January 14, 2017

A Sunny Day in The Park

January 14 marks the 50th anniversary of the Human Be-In in the Polo Field in San Francisco's Golden Gate Park, a few tens of thousands of people from just outside the mainstream of American culture gathering there for an afternoon, taking in the sun, taking in Ginsberg, taking in Timothy Leary (who trademarked "turn on, tune in, drop out," on the occasion), taking in Gary Snyder and Michael McClure and Jerry Rubin, and the Grateful Dead, a big bunch of people having a joyous, peaceful time together, much to their own astonishment and that of the assembled regional, national and international news media, who marked the occasion with contemporary reports suggesting strongly that evidently something or other was going on here.

And indeed something was, a virtual, one-time-only Committee of Correspondence convening on that day to blossom over the next 5 decades into what might best be described as a distinct shared cultural inclination, as variously adopted in all its willing communal looseness now by people around the globe, whose relation to the environment, to militarism, xenophobia, foodstuffs, sexuality, dress, New Agey argle-bargle, and, above all, to the pleasures of really big crowds, loud music and drugs, came together in broad daylight for the first time there at the Be-In. The dance halls in the city had been hopping for the past year, drawing crowds in the hundreds to concerts featuring the first wave of San Francisco rock bands, but this, under pellucid January skies, out in the open, was a revelation. Six months later the Monterey Pops Festival crystalized its international phase.

Only few miles from where I grew up. I took the 28, the bus that passed a block from my house on its way up 19th Avenue to and through the Park, and I got off at Lincoln and wandered down to the Polo Field.

There was a standard in those days, a standard of dress and public composure, or else the hegemonic conformity of the time would have had nothing to refer to, and looking at footage of that day it's clear that most of the attendees still conformed to that set of standards, though lots of the people there, "freaks" they called themselves, were having none of that, dressing instead as pure, enthusiastic provocation.

It was so obvious on inspection that everyone was having fun sharing in an infectious music and drug-induced glee that spread on that sun-dappled day from that core of freaks to baptise the entire crowd in the new thing.
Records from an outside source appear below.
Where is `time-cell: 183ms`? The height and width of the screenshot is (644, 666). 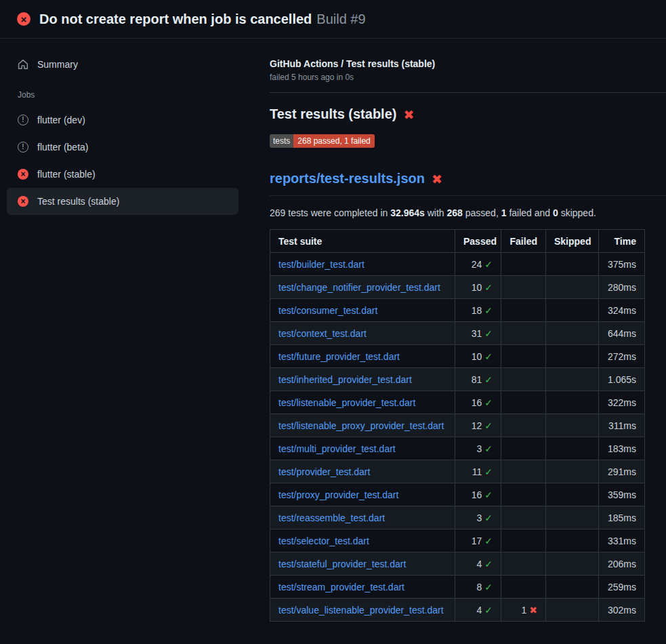 time-cell: 183ms is located at coordinates (622, 449).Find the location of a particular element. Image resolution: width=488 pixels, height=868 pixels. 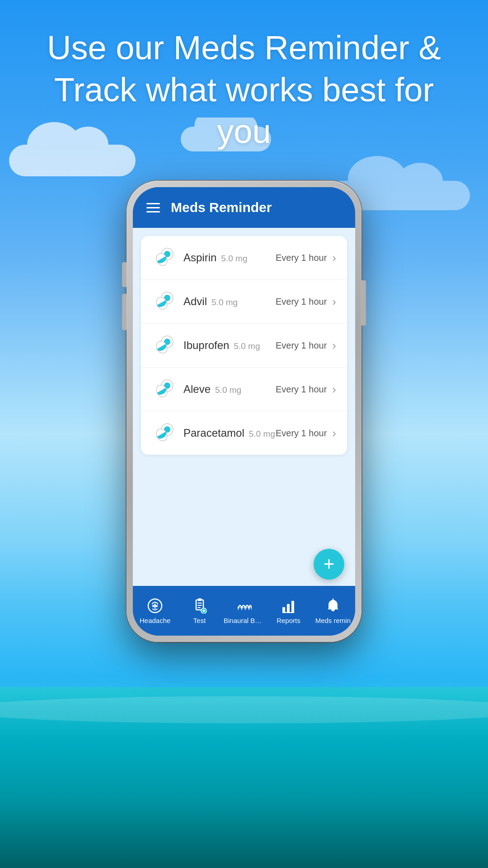

app-title: Meds Reminder is located at coordinates (221, 208).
A guy parachuted down and landed just behind the crowd. The Polo Field is big, there was plenty of room for a landing. I hadn't noticed the plane leaving him off overhead or how far he'd glided until I glanced back to stare at all the people (who, in number and kind, were a bit of a revelation to me at the time), only to notice up there coming down from the sky, the parachuting guy. I remember thinking, "Hey, there's something you can't do, just jump out of a plane like that in the middle of the city."